I opened my eyes one morning and realized I was still here on earth, in my bed.
Another dawn. Another unanswered prayer for pain relief.
After more than nineteen years of marriage, trying every way I knew to honor my husband and God, I had reached the point where I just wanted the pain to stop. I wanted to go home to Jesus. The pain wasn’t physical; it was emotional — layered, buried, and explosive.
For years I’d been told — directly and indirectly — that I was the source of pain in my family and marriage. I fought back, defended myself, pointed fingers, shifted blame, and spun harder. When my son left abruptly, another landmine detonated, and the spin cycle deepened. Finally, I decided to accept full responsibility — not as self-condemnation but because I had no escape. God wasn’t taking me home, so I had to face what was left.
That decision shifted me from automatic, defensive reactions into a more thoughtful response. But I still carried a lot of hurt, and my random “nuclear” meltdowns hurt my husband and children. They saw my yelling, door-slamming, or tears, but had no idea what was triggering me inside. The truth? I didn’t either.
I entered a program designed to save marriages. It wasn’t overtly biblical, but “Christ in me, the hope of glory” rang like a lifeline as I clung to Jesus, filtering every concept — keeping what lined up with Scripture, discarding the rest.
The most frustrating part? It was built around memory recall.
“When was the first time you felt…?”
I couldn’t answer. Whole stretches of my childhood were gone.
“How would I ever find the root landmine if I couldn’t remember?”
But through that program I began learning to discover and interpret my feelings. I’d spent years studying the Bible, memorizing verses, serving, praying — all trying to “deal with” my emotions. Honestly, I wanted to unplug them completely. Emotions felt like an affliction. Christian advice told me they were fickle and not to be trusted.
For seven years I prayed daily for God to stop the pain and take me home. He didn’t. Instead, He began showing me how deeply my childhood patterns had taught me to bury landmines — patterns of loss, abandonment, and survival.
When I was 11, my parents were killed in a head-on collision. Overnight we became wards of guardians who were already raising their own three children. We were an unwanted burden. Later my brother and I were sent to live with an abusive, alcoholic aunt and uncle. We ran away to a Christian family only to find more trauma, including sexual abuse. Each move left another landmine.
There were summers in Hungary with my grandparents, godparents who were never satisfied, high school in Kansas, college starts and stops, trying to raise my youngest brother at 19, a lost year as a traveling encyclopedia salesperson, promiscuity, an abortion, and another lost summer. Each season: another buried landmine.
And yet — even here, Jesus was present. Lisa, the friend who discipled me, became a gentle signpost. The night I almost drove off a freeway bridge, He pulled me back. I closed the door to suicide and began my search for a church home.
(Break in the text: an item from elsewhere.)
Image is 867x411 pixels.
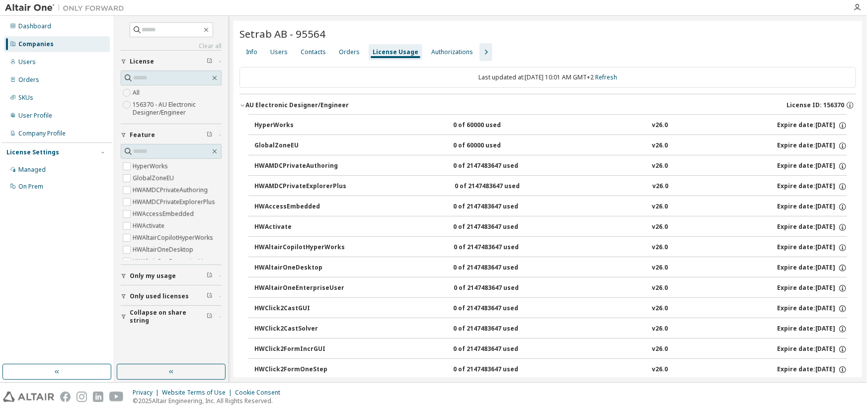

Slowly, He taught me that being a Christian was not about joining a gang where everyone did the same things, but about a relationship with the Savior of my soul.
At the time, I still couldn’t see any lemonade in these years — only landmines. But looking back, I can see that even then, Jesus was planting lemon seeds. The patterns that felt like curses were exposing the survival wiring I would need to understand later. The emotions I hated were the very clues that would lead me to His peace.
Breadcrumb forward:
“The deepest landmines were still buried — and they surfaced years later at Elijah House.”
---If parts of my story sound familiar — emotions that feel like landmines, memories you can’t access, or meltdowns that don’t make sense — you’re not alone.
Jesus was with me even when I couldn’t see Him, and He is with you too.
👉 If you’d like a gentle first step, the free What’s Good About You? Quiz can help you discover how you naturally process emotions — and whether opposite world is still hijacking your story.
In Christ, landmines flip to treasure, lemons to lemonade, and the Peace Train keeps moving forward — carrying you into His wholeness.